New AAUP Report Addresses the Assault on Science

By Anita Levy

In December, the AAUP released a report that details troubling threats to academic freedom in the physical and natural sciences that have been exacerbated by the Trump administration’s hostility to science. Prepared by a subcommit­tee of Committee A on Academic Freedom and Tenure, National Security, the Assault on Science, and Academic Freedom finds that two areas in the sciences are par­ticularly under threat. The first has to do with international scientific exchange and, especially, charging innocent Chinese or Chinese Amer­ican scientists with espionage in the name of national security. The sec­ond is climate science, an area that has been subject to vicious attacks that have intensified significantly under President Trump.

The report’s survey of recent criminal cases involving interna­tional scientific exchange suggests that the government’s invocation of national security claims related to espionage has not been justi­fied and is negatively affecting the ability of the United States to par­ticipate in global science. Further, the Trump administration’s efforts to restrict entry to the United States through travel bans and to limit the number of H-1B visas available to foreign scientists pose disturbing threats to academic freedom. The report argues that the restrictions under consideration now, even if they are ultimately defeated in the courts, create a chill­ing environment for the international exchange of scholars, including sci­entists whose work may have no obvious political implications.

Challenges to the validity of scientific findings and to the free pursuit of scientific inquiry have received official endorsement under the Trump administration. The report notes that many in the scientific community view Trump’s appointments to key cabinet posts and federal agencies, including the Department of Energy, the Environmental Protection Agency, the Department of the Interior, and the National Aeronautics and Space Administration, as antitheti­cal to the institution of science and its role in public policy debates. Congressional efforts to curb scientific work, especially in climate science, have also intensified.

The report details how pri­vate individuals, encouraged by government officials and by orga­nizations that use social media to mobilize their constituencies, have made threats and engaged in various forms of online and other harassment against scientists and other faculty members whose research, teaching, or public commentary run counter to their own beliefs. Not only individuals engage in such threatening activ­ity; well-funded and powerful interest groups have also sought to intimidate scientific research­ers with whom they disagree, especially through freedom of information “fishing expeditions” and notably in relation to the communications and research of climate scientists.

The report concludes with recommendations for scientists, colleges and universities, scientific associations, scholarly organiza­tions, government employees, and news outlets on how to resist efforts by government agencies to unduly restrict or discredit scientific research on grounds of national security, to speak out against the politicization of science, to report accurately on scientific issues, and to protect academic freedom.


ABOUT THIS TASK
Return the listing exactly. Keep no pictures.

MATERIAL FOR THE TASK

────────────────────

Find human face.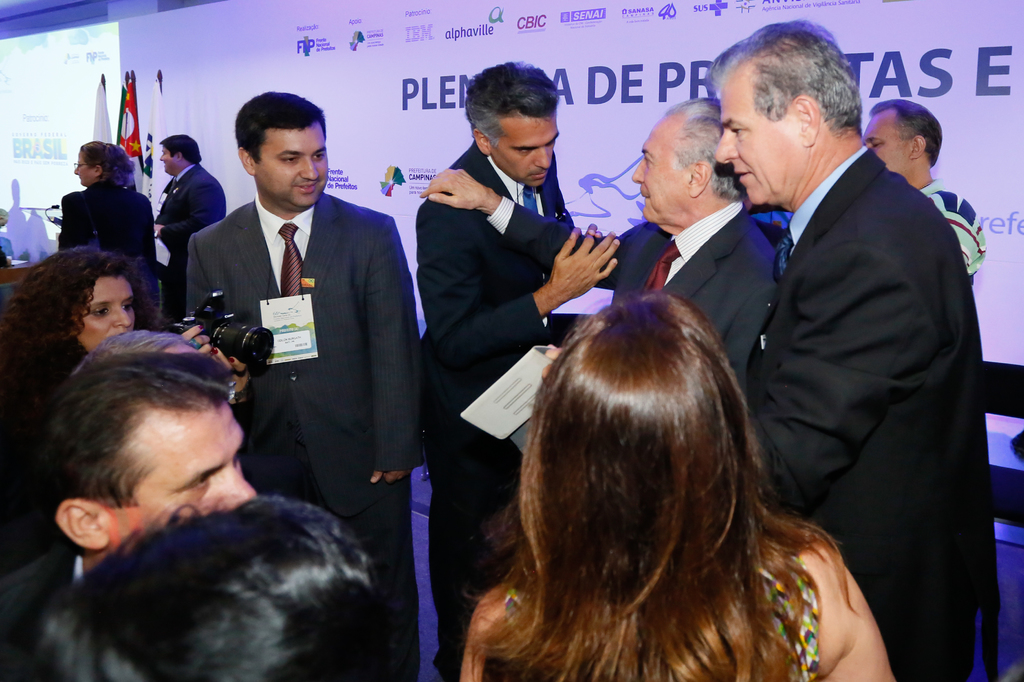
[249,122,329,209].
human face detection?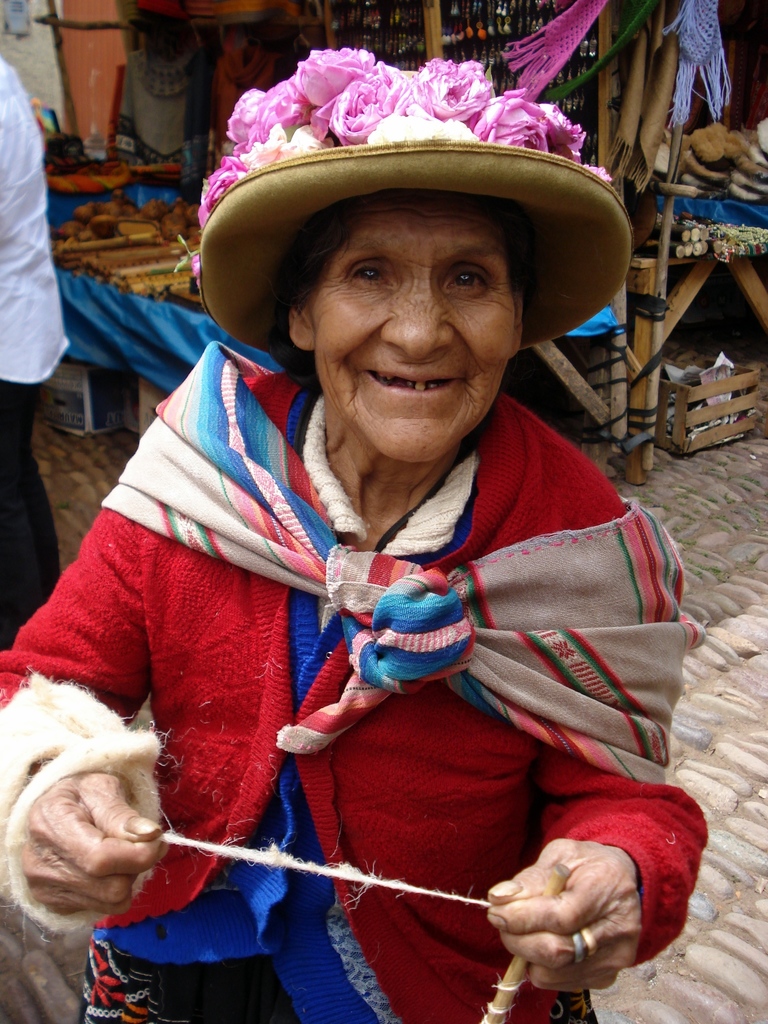
(left=305, top=193, right=514, bottom=465)
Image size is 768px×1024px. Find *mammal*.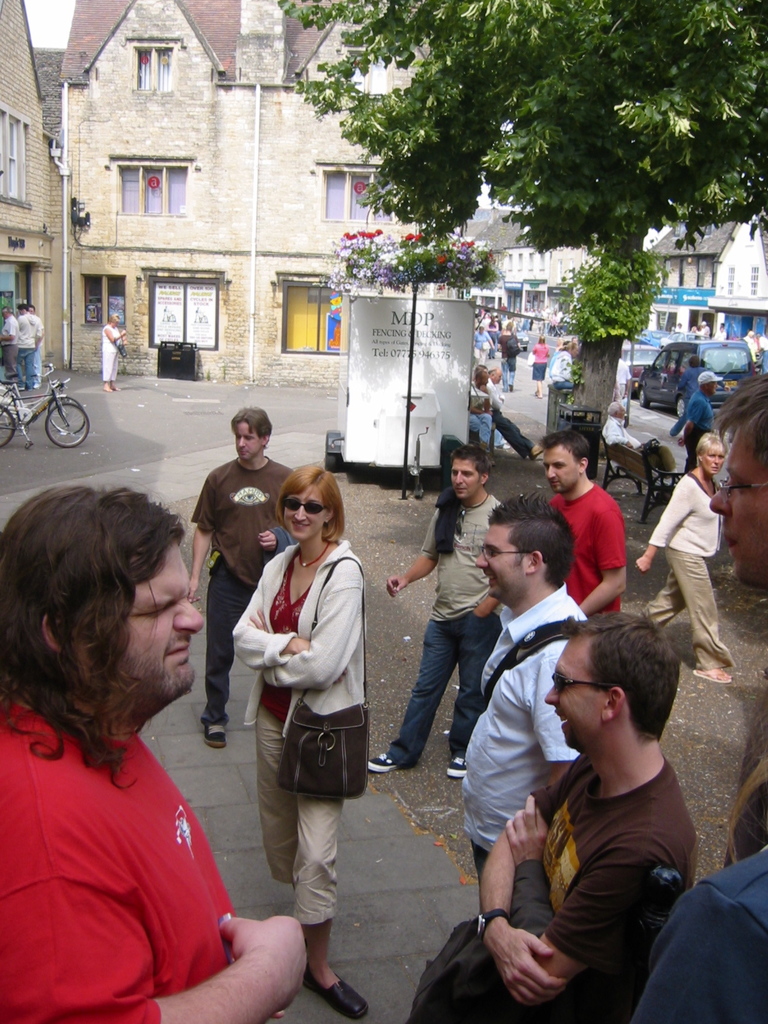
{"x1": 712, "y1": 323, "x2": 726, "y2": 339}.
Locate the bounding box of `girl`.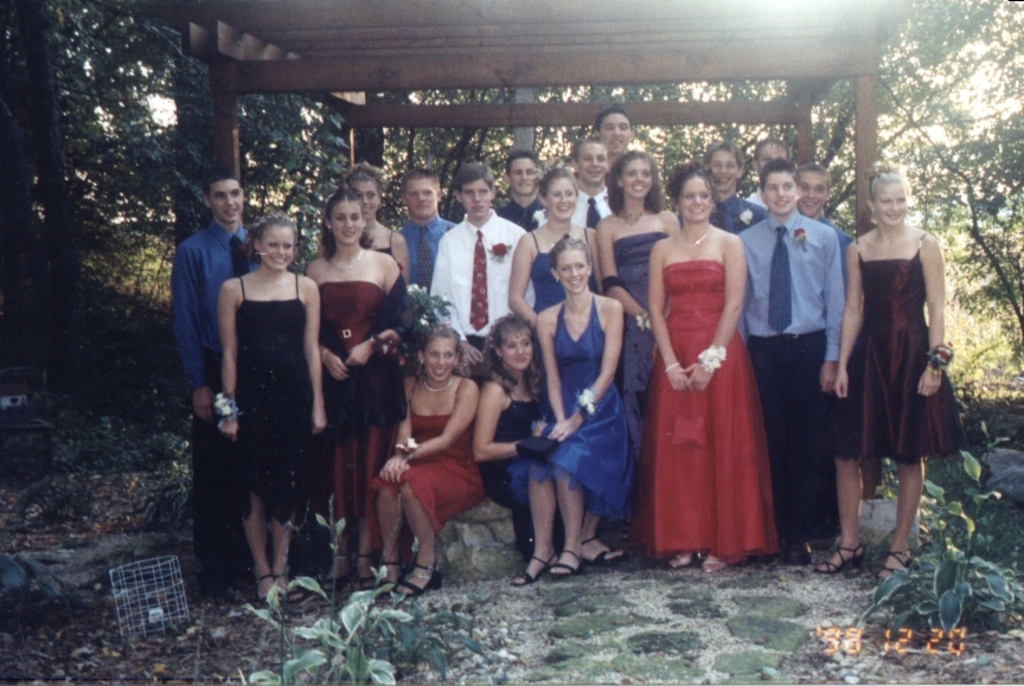
Bounding box: BBox(513, 239, 635, 582).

────────────────────

TASK RESPONSE
Find human face.
[249,122,329,209].
human face detection?
(left=305, top=193, right=514, bottom=465)
Image size is 768px×1024px. Find *mammal*.
{"x1": 712, "y1": 323, "x2": 726, "y2": 339}.
Locate the bounding box of `girl`.
Bounding box: BBox(513, 239, 635, 582).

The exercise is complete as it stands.